Libre Office

 LibreOffice is the free power-packed Open Source personal productivity suite for Windows, Macintosh and Linux, that gives you sixfeature-rich applications for all your document production and data processing needs: Writer, Calc, Impress, Draw, Math and Base.   The Document Foundation released the first new version of its LibreOffice suite on January 25th, and it was far too tempting not to grab a copy and run it through its paces. And while there are a few new features of note, this is still pretty much OpenOffice.org, with all the attendant advantages and foibles. 
Libre Libre

This is to be expected, of course, since the fork of LibreOffice from the Oracle-controlled (formerly Sun-controlled) OpenOffice.org project only occurred four months ago Expecting a drastic change is folly in that timeframe.But it still bears noting, because a lot of the problems users may have with the OpenOffice.org suite could still be present. A lot, but not all, so let’s give credit where credit is due.The feature I found most helpful in LibreOffice 3.3 was a much better improvement in file importing from Microsoft Office.

OpenOffice.org has long-touted its capability to open and save Office files, but in reality most users know that any file with any kind of complexity was going to have to have problems coming across. In LibreOffice, that’s no longer the case. Opening some heavily-revised and commented chapter files from my last book in OpenOffice.org usually leads to mis-rendered comments and loads of font issues. LibreOffice Writer didn’t even blink: all revisions, comments, and fonts came across perfectly.

This was good news, since I would much rather use LibreOffice on Linux than fire up a Windows VM when I’m writing for publishers insistent on clean .docx files. The remainder of LibreOffice Writer’s new features were also useful. I liked the page numbering tool, and I really appreciated the new Print dialog box (which is present in all of the LibreOffice tools).

I know, it’s a little odd to get excited about a dialog box, but I always have found the OpenOffice.org Print dialog box rather clunky, so it’s LibreOffice counterpart is a breath of fresh air. Calc was another story. Fonts and basic were converted perfectly, but there are a lot of not-really-that-obscure Excel functions that didn’t come across at all. Seriously, what good is it to have SUMIF and COUNTIF but not their multi-range/criteria counterparts SUMIFS and COUNTIFS? And don’t look for AVERAGEIF and AVERAGEIFS — not there. These are not, I believe, all that rare, and the lack of these functions and others like them are a notable detriment.

It may be a bit harsh to hold LibreOffice (and OpenOffice.org before it) Calc developers to the fire for this kind of thing. I often have to explain to my students why DATEDIF is in Excel, but is completely undocumented — the result of a lawsuit between Lotus 1-2-3 and Microsoft where Microsoft got to keep DATEDIF, but can’t document it. So I completely get why some functions can’t just be pulled into LibreOffice. But I would be interested to hear what, if any, progress was being done on adding more functions, because for me functions are the core of what makes a spreadsheet app work. 

I might be a bit more forgiving about Calc, too, if I hadn’t tried to open a spreadsheet with a pivot table inside only to have Calc and every other LibreOffice window completely crash. I don’t know if it was the pivot table that croaked the application, but that was the only file I had trouble with, and the pivot table was the unique factor about that particular file. I can forgive a lot of shortcomings, but complete application crash is not really one of them. LibreOffice Impress, fortunately, was a better experience.PowerPoint presentations opened easily, and the font and images transfer, while not perfect, were handled far better than OpenOffice Impress did with the same files.

That’s important, because it’s always bugged me that Impress could never handle slide imports cleaner. LibreOffice 3.3 has taken some nice strides in the right direction here. I also very much liked the fact that the Presenter’s Console, the multi-screen slide show controller that you had to follow a treasure map, travel across four states, and speak to a wizened old man on a mountaintop just to even hear about, let alone find and install on OpenOffice.org, is now bundled as an extension in LibreOffice. I’ll say it: it’s about time. The rigmarole OpenOffice.org puts users through to get add-ons like this is indicative of why people don’t like OpenOffice.org: it puts users’ needs last. This is not the case with LibreOffice. While there is clear evidence that some developer’s itches are getting scratched–(SVG import? Really? I’ve got nothing against vector graphics, but are Draw or the other LibreOffice apps really going to be the editors of choice?)–there is also compelling evidence, like the inclusion of Presenter’s Console, that the Document Foundation developers are swing their focus to what’s important for users, not what’s a best business model for Oracle.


Task statement:
Your task is to reproduce exactly the lines that run from the beginning of the data through the line where "Task: Click on the div: 47" appears.

*** Opening of Dataset records ***

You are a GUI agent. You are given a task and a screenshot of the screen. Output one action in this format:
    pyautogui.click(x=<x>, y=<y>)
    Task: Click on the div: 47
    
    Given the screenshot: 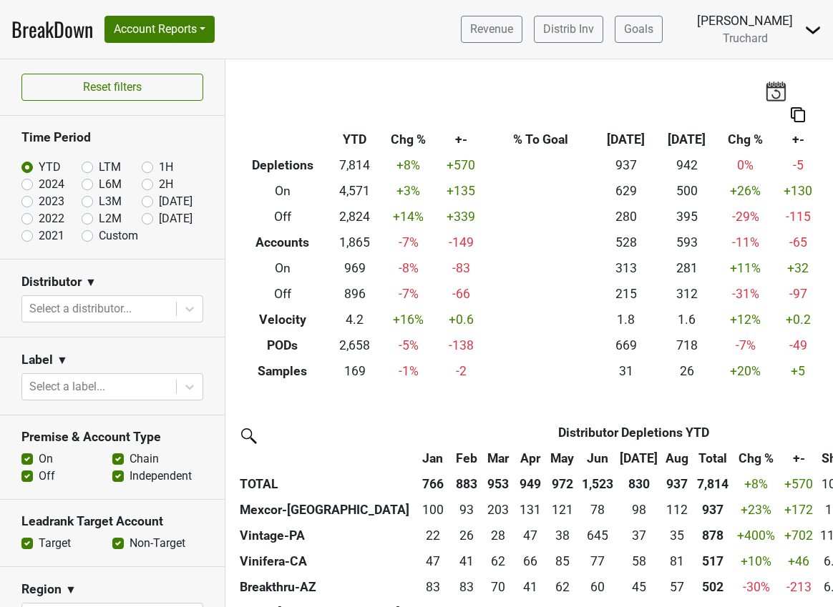 What is the action you would take?
    pyautogui.click(x=530, y=536)
    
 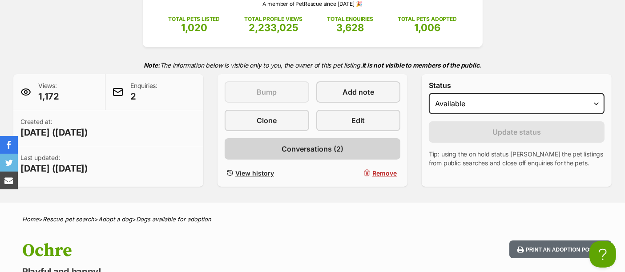 What do you see at coordinates (516, 132) in the screenshot?
I see `span: Update status` at bounding box center [516, 132].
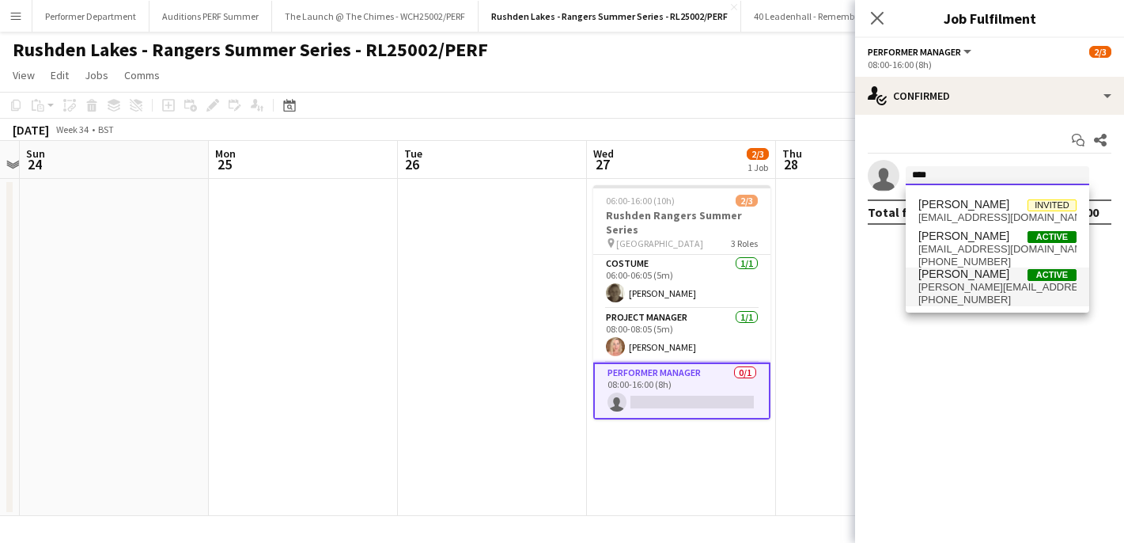  What do you see at coordinates (602, 164) in the screenshot?
I see `span: 27` at bounding box center [602, 164].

*** Close of Dataset records ***

Response box:
You are a GUI agent. You are given a task and a screenshot of the screen. Output one action in this format:
    pyautogui.click(x=<x>, y=<y>)
    Task: Click on the div: 47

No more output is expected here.